Directed by Alfred Hitchcock
Spellbound is a Hitchcock thriller about psychoanalysis, the first mainstream Hollywood movie to tackle such a topic. That being said the psychoanalysis angle is just the way into this thriller. As Hitchcock himself said the film was “just another manhunt wrapped up in pseudo-psychoanalysis.”
It’s a love story between Dr. Constance Petersen (Ingrid Bergman) and Dr. Anthony Edwardes (Gregory Peck) but one made complicated when Edwardes’ identity is called into question. From there the story becomes the manhunt to which Hitchcock refers. Authorities believe Edwardes, a man suffering from some kind of mental breakdown, may have killed the real Dr. Edwardes and impersonated him. He goes on the run, and Constance takes it upon herself to help him work through whatever the hell is going on in his mind.
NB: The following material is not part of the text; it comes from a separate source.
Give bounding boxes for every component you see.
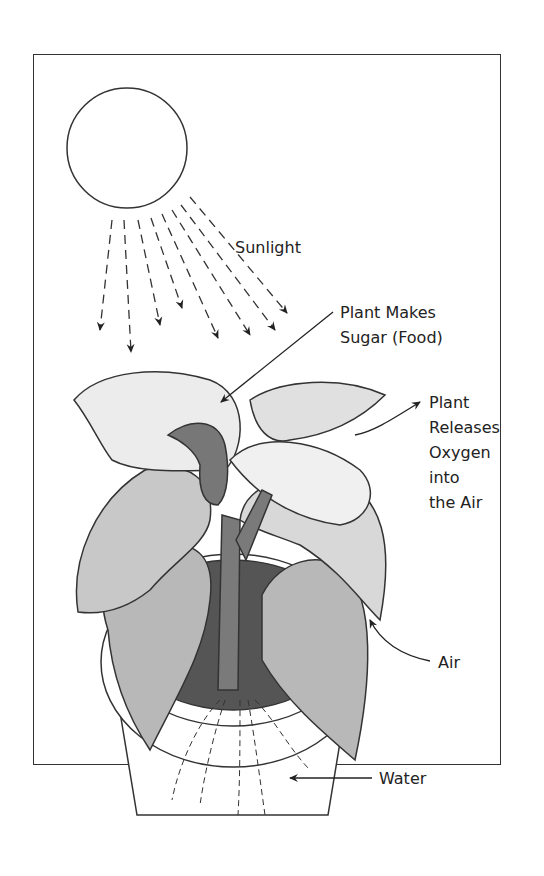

In many ways Spellbound is just another Hitchcock movie, but it stands out for two reasons: a Salvador Dali-designed dream sequence and a large fake hand.
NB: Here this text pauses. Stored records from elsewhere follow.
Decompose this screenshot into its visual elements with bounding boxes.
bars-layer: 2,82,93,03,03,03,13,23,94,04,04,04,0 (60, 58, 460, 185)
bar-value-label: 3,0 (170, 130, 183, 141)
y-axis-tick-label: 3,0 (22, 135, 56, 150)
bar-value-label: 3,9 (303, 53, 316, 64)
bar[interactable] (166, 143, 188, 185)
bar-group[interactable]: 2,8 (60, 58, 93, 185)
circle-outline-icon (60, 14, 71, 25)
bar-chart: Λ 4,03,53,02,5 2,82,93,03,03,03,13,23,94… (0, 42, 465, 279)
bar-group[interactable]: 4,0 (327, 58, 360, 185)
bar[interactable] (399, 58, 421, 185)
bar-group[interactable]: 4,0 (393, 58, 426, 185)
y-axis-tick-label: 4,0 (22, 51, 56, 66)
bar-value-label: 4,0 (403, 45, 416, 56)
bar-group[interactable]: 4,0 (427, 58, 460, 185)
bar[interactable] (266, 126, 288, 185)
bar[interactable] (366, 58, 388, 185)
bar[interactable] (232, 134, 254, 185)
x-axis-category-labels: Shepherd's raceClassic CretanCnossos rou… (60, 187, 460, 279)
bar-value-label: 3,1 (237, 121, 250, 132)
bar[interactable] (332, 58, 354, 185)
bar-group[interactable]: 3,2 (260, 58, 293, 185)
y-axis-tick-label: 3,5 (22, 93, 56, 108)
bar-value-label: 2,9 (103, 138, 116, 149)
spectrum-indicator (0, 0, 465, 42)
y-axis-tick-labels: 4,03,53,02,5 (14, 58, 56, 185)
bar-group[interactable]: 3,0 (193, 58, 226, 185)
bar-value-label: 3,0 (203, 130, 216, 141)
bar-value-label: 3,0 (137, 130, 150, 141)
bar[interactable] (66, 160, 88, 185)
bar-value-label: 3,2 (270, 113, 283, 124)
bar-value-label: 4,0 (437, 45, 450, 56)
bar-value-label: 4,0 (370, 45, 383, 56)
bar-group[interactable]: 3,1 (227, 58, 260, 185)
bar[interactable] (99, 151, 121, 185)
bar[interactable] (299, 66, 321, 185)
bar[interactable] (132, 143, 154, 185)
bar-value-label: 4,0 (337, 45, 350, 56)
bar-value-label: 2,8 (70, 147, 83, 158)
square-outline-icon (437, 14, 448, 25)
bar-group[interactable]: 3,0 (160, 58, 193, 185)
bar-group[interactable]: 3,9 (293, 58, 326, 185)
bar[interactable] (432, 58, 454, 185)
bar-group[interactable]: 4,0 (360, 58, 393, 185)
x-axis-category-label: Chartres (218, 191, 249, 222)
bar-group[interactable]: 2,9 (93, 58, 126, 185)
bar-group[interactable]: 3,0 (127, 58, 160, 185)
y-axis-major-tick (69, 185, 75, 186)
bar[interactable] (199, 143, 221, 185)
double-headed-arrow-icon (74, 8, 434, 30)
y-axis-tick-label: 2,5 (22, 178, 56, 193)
That fake hand is maybe the best example of Hitchcock’s ingenuity as a filmmaker. Other examples include his use of forced perspective in Dial M For Murder and the construction of a giant shower head for the famous scene in Psycho. In Suspicion he put a small light in the bottom of a glass of milk to make it glow, and in The Lodger he uses a translucent floor to reveal a character walking above a trembling chandelier. The point is that Hitchcock is a creative guy, yeah?
He at least does what is necessary to make a moment more dramatic, and the effect works very well in Spellbound. The fake hand had to be as big as it was in order to pull off the camera effect, and the moment might be nearly as suspenseful as the night vision scene in Silence of the Lambs. I wouldn’t even be surprised if Jonathan Demme was inspired by this moment. In each scene the hero/possible victim is the subject of the frame, but we see them flirting with the villain’s trap.
The effect of the large hand is frankly a bit surreal in this film, and I think it’s due to that absurdity that it works. This moment puts the villain offscreen so that we can’t see his face and thus anticipate any actions. We don’t know if he’s about to pull the trigger, and when Constance leaves the room, the hand rotates towards the camera before firing, bleeding the screen red. This stands out all the more, of course, because the entire film is in black and white.
The absurdity of that moment works well as a part of the whole because of that Salvador Dali dream sequence.
There’s an abundance of eyes, a man running through a desert, a game of cards, a man falling from a roof and melted metal reminiscent of that melting clocks painting. It’s surreal, jarring and quite effective.
Producer David O. Selznick did not originally want to use Dali in any way until he realized there was marketing potential there. Sure enough when the credits open the film, Salvador’s Dali is in big print, and I’m sure that at the time his involvement in such a movie had to have been noteworthy.
Despite all the visual intrigue, Spellbound is not much different than other Hitchcock thrillers. The act 2 climax is a little silly as the two main characters ski down a mountainside towards a steep cliff while the adrenaline helps Edwardes remember who he really is.
See, he’s not a killer like he fears. Instead that thing in his past that he’s been running from is the accidental death of his brother as a child. Edwardes remembers sliding down a railing and kicking his brother onto a fence spike. We see that moment play out, and it’s appropriately, effectively hard to watch. Edwardes remembers that he is really John Ballintyne, and then he and Constance can live happily ever after.
Well, before that they have to deal with Ballintyne being charged with murder. The real Dr. Edwardes was found dead, but soon Constance figures out that it is Dr. Alexander Brulov, the man for whom the fake hand is a stand in above, who has set Ballintyne up. Constance calls his bluff, leaves to alert the authorities, and Brulov shoots himself. The end.
Up Next: Avengers: Infinity War (2018), Tully (2018), Overlord (1975)
I’m going to look this film out. I’ve not seen nearly enough Hitchcock.